I don’t think I need to describe Tim Burton’s and Henry Selick’s now-classic 1993 film to anyone at this point, as it seems to have permeated culture in a way that only Disney seems to be able to do. The film is dark, spooky, and is possessed of an aggressively idiosyncratic style that has not been reproduced (that film version of James and the Giant Peach notwithstanding). The score by Danny Elfman is offbeat and seems to be deliberately imperfect, making for songs that, while not necessarily hummable, still manage to be earworms. Even the story, about a skeleton who escapes Halloween to take over Christmas for one year, seems a bit shoddy. But, y’know, in a punk rock sort of way.

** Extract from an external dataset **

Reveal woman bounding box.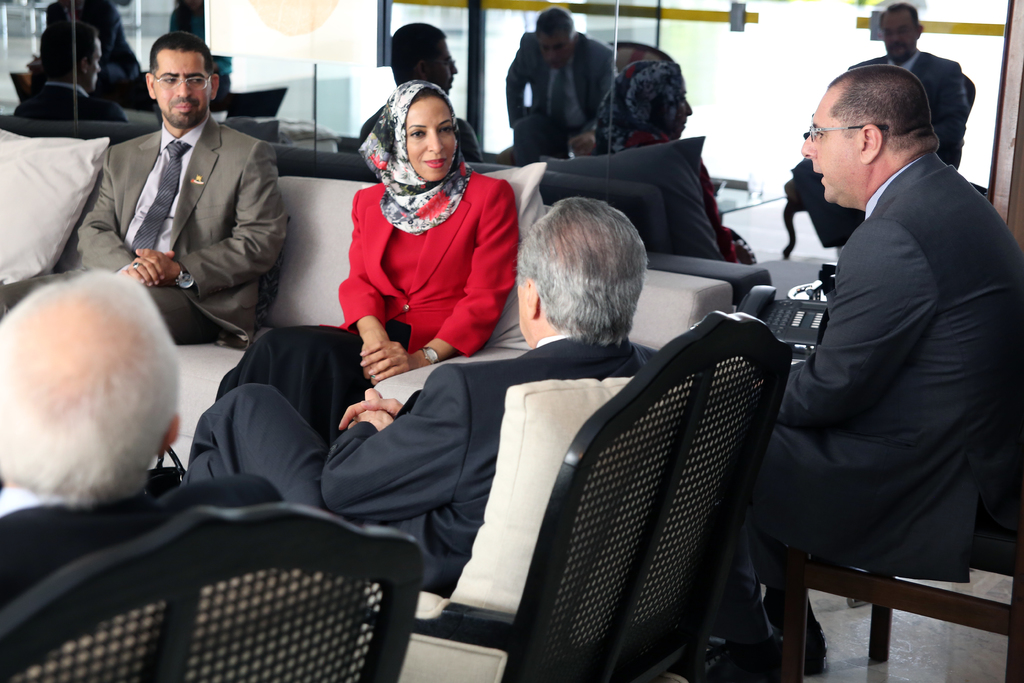
Revealed: rect(209, 79, 491, 426).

In high school, my peers and I, proto-Goth and theater-obsessed, repeated lines from this film obsessively. It was watched every October. “Mad Monster Party” was the origin of the Goth movement, but “The Nightmare Before Christmas” was its terminal velocity.

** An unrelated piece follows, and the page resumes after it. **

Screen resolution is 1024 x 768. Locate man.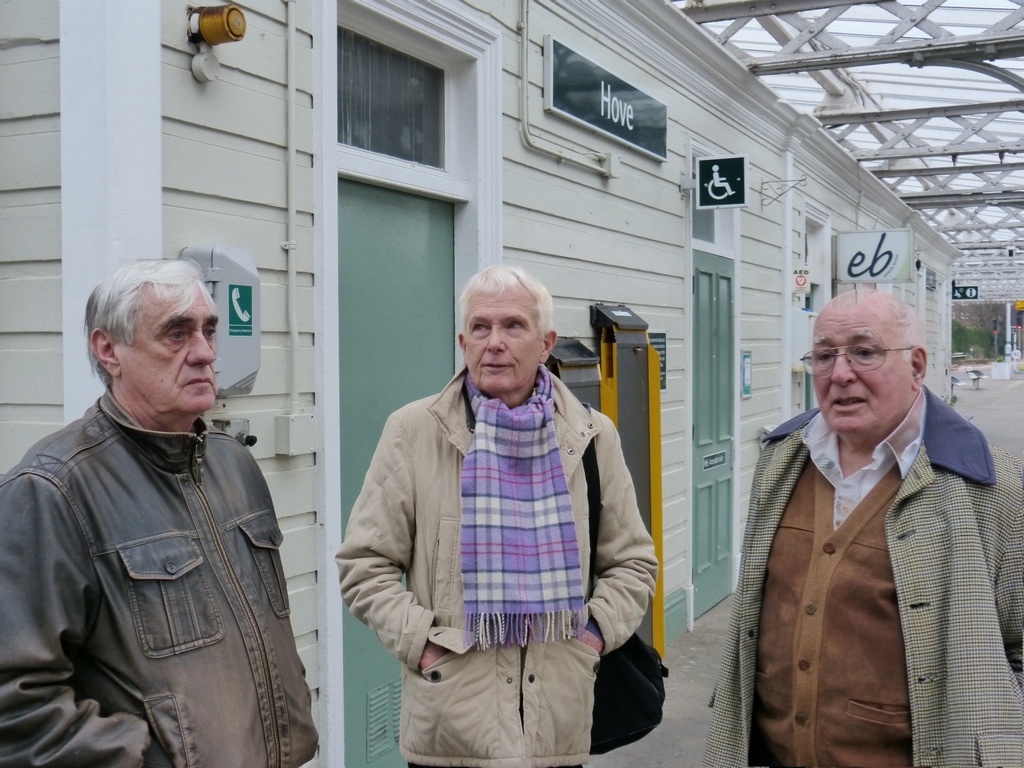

It became a cult byword, this film. It wasn’t until six or seven years had passed that Disney began to bank on the film’s growing cult, and soon started licensing “Nightmare” merchandise to teenagers. Now you see striped socks and Jack Skellington’s face in every Hot Topic in the country. Some of the merchandising (as it always is) is insufferable. But the film itself is a new classic for the kids. Scary, weird, awesome.

 

Scary Stories to Tell in the Dark (1981)

 

Scary Stories

 

 I’ve seen plenty of books geared toward children that mean to spook them a little bit, and give them something to repeat around a campfire. The vast bulk of these books, however, just don’t have the right balance of tones. They’re either too scary (which leads me to suspect their secretly geared toward teens), or they’re too silly to be spooky at all, making for cynical 6-year-olds to dismiss them.

 

There was, however, one book that, at least in my childhood, seemed to get it just right. Something that was simple enough for kids, and scary enough to give nightmares, but without traumatizing them. That was Alvin Schwartz’ 1981 classic Scary Stories to Tell in the Dark, perhaps the best anthology horror book for children ever written, and perhaps the finest example of children’s horror. As I said, it struck the balance. The stories, despite being written in 1981, felt like they had dust one them; like they were old and classical. The writing was just succinct enough. I realize that this may have been more the age at which I personally discovered the book, and less the actual writing (I haven’t revisited the tales since college), but it was clearly doing something right.

 

What was just as important as the writing, though were the REALLY FUCKING CREEPY pencil illustrations by Stephen Gammell. Gammell’s drawing were all sticky, dead things, coating in strands of inky blood, and appeared to be coated in dry, dry dust. The skies were misty and grey. The creatures seemed to be made of actual rotting flesh. One drawing in particular, of a nose-less, eye-less zombie ghoul woman, was featured in several of my nightmares. There was a period in elementary school where I couldn’t go a day without seeking out that picture just top freak myself out again.

 

AUGH!

 

Kids, I have said before, like to be scared more than they let on. It’s fun to be scared. That’s why Halloween is so enjoyable. Scary Stories to Tell in the Dark is the perfect exemplar of fun scares for kids. Pleasant nightmares.

 

 

Witney Seibold is a ghoul living in a giant spooky mansion at the end of the road. It is said he eats little children who wander too far from home. If you walk by the mansion at night, you can see his shadow in the window above, peering out into the street, dreaming of victims to drag inside. He has a movie review ‘blog – which he updates perhaps too infrequently, called Three Cheers for Darkened Years! He is also half the voice of The B-Movies Podcast on Crave Online.